Assignment —
Set down exactly, from the records below, the line with "The image size is (1881, 1058)." through the line with "The width and height of the screenshot is (1874, 1054).", and nothing else.

Records shown —
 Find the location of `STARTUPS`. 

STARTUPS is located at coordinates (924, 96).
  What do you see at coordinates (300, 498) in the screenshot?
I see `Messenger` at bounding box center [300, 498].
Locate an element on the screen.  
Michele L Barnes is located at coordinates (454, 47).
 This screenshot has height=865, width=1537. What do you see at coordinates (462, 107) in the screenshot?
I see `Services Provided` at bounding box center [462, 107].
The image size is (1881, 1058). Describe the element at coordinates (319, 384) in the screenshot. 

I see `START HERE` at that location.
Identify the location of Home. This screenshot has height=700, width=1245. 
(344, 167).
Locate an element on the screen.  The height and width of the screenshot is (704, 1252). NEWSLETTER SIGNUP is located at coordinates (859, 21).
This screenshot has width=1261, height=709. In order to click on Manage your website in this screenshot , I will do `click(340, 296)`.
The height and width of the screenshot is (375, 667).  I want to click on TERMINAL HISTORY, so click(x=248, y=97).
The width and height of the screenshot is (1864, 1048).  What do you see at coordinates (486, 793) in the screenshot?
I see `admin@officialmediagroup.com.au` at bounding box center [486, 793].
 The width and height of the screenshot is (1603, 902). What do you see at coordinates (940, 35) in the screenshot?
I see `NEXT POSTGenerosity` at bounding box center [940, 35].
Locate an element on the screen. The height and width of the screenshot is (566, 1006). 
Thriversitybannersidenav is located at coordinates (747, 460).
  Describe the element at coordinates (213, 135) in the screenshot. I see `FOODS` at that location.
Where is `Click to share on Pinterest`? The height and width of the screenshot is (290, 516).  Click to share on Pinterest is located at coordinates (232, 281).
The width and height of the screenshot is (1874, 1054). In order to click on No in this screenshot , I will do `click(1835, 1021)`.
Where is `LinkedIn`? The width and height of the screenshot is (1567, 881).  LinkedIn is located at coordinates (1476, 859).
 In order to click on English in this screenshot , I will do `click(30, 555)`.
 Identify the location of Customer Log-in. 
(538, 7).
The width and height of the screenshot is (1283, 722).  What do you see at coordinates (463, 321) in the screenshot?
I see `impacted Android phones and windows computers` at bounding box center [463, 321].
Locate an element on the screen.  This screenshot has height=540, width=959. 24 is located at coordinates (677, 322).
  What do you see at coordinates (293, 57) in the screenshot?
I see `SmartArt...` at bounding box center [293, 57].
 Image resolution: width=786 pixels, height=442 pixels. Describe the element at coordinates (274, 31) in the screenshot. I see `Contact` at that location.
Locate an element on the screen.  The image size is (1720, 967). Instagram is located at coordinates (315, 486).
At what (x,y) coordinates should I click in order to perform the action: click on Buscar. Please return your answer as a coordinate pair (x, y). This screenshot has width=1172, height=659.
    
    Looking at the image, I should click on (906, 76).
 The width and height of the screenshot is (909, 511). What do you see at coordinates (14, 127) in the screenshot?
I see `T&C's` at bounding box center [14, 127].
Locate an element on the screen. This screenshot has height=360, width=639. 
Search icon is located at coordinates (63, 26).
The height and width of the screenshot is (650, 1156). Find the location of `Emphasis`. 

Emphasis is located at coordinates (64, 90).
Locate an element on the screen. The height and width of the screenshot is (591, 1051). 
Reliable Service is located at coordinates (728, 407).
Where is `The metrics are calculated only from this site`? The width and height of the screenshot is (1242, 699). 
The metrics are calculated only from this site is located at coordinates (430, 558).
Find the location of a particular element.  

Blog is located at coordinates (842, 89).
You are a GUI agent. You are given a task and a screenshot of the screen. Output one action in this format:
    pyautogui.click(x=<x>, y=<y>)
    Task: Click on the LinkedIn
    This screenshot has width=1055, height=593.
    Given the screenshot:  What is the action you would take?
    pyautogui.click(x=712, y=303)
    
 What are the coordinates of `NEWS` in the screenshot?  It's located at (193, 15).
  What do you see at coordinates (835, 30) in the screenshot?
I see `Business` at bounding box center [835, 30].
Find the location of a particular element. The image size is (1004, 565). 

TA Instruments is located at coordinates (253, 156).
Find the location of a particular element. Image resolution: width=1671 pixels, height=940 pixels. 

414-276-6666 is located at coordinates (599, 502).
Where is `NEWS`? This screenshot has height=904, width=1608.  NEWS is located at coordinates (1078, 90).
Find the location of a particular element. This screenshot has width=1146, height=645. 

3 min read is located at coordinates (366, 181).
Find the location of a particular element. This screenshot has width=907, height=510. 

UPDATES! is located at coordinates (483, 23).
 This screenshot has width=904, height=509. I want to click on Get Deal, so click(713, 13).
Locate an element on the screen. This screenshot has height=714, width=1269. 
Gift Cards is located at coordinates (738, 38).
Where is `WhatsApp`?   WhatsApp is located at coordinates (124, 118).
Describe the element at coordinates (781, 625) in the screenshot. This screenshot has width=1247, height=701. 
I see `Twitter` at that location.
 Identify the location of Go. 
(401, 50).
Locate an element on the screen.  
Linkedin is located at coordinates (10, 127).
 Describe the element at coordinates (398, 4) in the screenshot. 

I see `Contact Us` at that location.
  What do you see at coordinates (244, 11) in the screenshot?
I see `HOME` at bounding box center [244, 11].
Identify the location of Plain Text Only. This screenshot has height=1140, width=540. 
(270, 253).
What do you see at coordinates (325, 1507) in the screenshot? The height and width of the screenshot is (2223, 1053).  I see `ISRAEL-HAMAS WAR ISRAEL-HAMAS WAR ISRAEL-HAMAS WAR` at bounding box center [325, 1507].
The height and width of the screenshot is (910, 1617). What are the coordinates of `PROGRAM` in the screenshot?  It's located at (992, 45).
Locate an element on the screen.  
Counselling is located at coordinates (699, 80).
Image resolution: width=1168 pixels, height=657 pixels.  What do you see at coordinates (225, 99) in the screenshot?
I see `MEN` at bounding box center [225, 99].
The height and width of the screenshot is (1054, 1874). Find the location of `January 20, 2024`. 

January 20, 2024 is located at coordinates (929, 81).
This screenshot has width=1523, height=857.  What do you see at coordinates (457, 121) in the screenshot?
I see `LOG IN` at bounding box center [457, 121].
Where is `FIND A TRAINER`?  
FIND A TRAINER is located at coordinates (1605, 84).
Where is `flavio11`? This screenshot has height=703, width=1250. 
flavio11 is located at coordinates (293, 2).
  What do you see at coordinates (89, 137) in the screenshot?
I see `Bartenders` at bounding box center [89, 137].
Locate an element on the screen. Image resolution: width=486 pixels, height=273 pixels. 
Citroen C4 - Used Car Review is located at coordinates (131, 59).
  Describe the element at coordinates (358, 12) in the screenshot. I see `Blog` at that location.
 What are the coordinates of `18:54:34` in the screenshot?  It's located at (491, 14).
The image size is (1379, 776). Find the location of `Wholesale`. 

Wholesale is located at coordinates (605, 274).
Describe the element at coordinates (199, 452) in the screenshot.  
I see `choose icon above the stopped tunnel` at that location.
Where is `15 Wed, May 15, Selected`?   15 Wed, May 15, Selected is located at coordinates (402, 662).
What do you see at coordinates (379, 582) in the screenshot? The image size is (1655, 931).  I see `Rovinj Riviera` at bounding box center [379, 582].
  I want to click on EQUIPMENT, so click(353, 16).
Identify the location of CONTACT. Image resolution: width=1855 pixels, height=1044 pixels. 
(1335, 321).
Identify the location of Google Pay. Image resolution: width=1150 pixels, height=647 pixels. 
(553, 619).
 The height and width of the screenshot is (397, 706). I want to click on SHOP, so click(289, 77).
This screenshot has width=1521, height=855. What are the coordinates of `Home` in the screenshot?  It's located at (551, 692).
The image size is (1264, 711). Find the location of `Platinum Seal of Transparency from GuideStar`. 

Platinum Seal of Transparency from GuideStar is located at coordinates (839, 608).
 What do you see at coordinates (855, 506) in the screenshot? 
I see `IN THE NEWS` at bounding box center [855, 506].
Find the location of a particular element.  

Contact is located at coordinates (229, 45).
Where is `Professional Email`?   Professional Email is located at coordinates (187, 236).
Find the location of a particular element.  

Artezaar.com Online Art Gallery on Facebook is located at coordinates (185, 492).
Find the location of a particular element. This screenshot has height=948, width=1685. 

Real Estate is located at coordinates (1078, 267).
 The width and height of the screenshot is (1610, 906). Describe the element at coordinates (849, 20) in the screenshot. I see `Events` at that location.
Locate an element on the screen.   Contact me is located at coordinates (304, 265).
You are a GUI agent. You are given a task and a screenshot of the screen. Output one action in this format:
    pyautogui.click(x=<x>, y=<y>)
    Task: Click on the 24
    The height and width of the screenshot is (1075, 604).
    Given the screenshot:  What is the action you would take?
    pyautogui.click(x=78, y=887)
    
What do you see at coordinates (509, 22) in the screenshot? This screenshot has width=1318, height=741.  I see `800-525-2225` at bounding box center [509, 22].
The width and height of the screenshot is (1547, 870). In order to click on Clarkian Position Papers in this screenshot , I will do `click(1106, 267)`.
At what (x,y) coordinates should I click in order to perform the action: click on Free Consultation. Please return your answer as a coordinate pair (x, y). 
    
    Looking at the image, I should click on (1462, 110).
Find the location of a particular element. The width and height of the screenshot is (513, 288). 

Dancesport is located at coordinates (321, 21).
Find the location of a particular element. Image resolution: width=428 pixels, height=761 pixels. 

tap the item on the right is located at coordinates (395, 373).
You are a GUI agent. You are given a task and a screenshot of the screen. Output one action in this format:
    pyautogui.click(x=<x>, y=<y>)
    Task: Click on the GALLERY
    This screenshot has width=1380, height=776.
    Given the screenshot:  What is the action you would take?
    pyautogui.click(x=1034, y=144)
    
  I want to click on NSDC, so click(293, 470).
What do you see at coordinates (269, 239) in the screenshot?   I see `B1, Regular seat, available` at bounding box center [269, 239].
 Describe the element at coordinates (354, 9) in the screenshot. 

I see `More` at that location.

Solution for this exercise —
The image size is (1881, 1058). Describe the element at coordinates (319, 384) in the screenshot. 

I see `START HERE` at that location.
Identify the location of Home. This screenshot has height=700, width=1245. 
(344, 167).
Locate an element on the screen.  The height and width of the screenshot is (704, 1252). NEWSLETTER SIGNUP is located at coordinates (859, 21).
This screenshot has width=1261, height=709. In order to click on Manage your website in this screenshot , I will do `click(340, 296)`.
The height and width of the screenshot is (375, 667).  I want to click on TERMINAL HISTORY, so click(x=248, y=97).
The width and height of the screenshot is (1864, 1048).  What do you see at coordinates (486, 793) in the screenshot?
I see `admin@officialmediagroup.com.au` at bounding box center [486, 793].
 The width and height of the screenshot is (1603, 902). What do you see at coordinates (940, 35) in the screenshot?
I see `NEXT POSTGenerosity` at bounding box center [940, 35].
Locate an element on the screen. The height and width of the screenshot is (566, 1006). 
Thriversitybannersidenav is located at coordinates (747, 460).
  Describe the element at coordinates (213, 135) in the screenshot. I see `FOODS` at that location.
Where is `Click to share on Pinterest`? The height and width of the screenshot is (290, 516).  Click to share on Pinterest is located at coordinates (232, 281).
The width and height of the screenshot is (1874, 1054). In order to click on No in this screenshot , I will do `click(1835, 1021)`.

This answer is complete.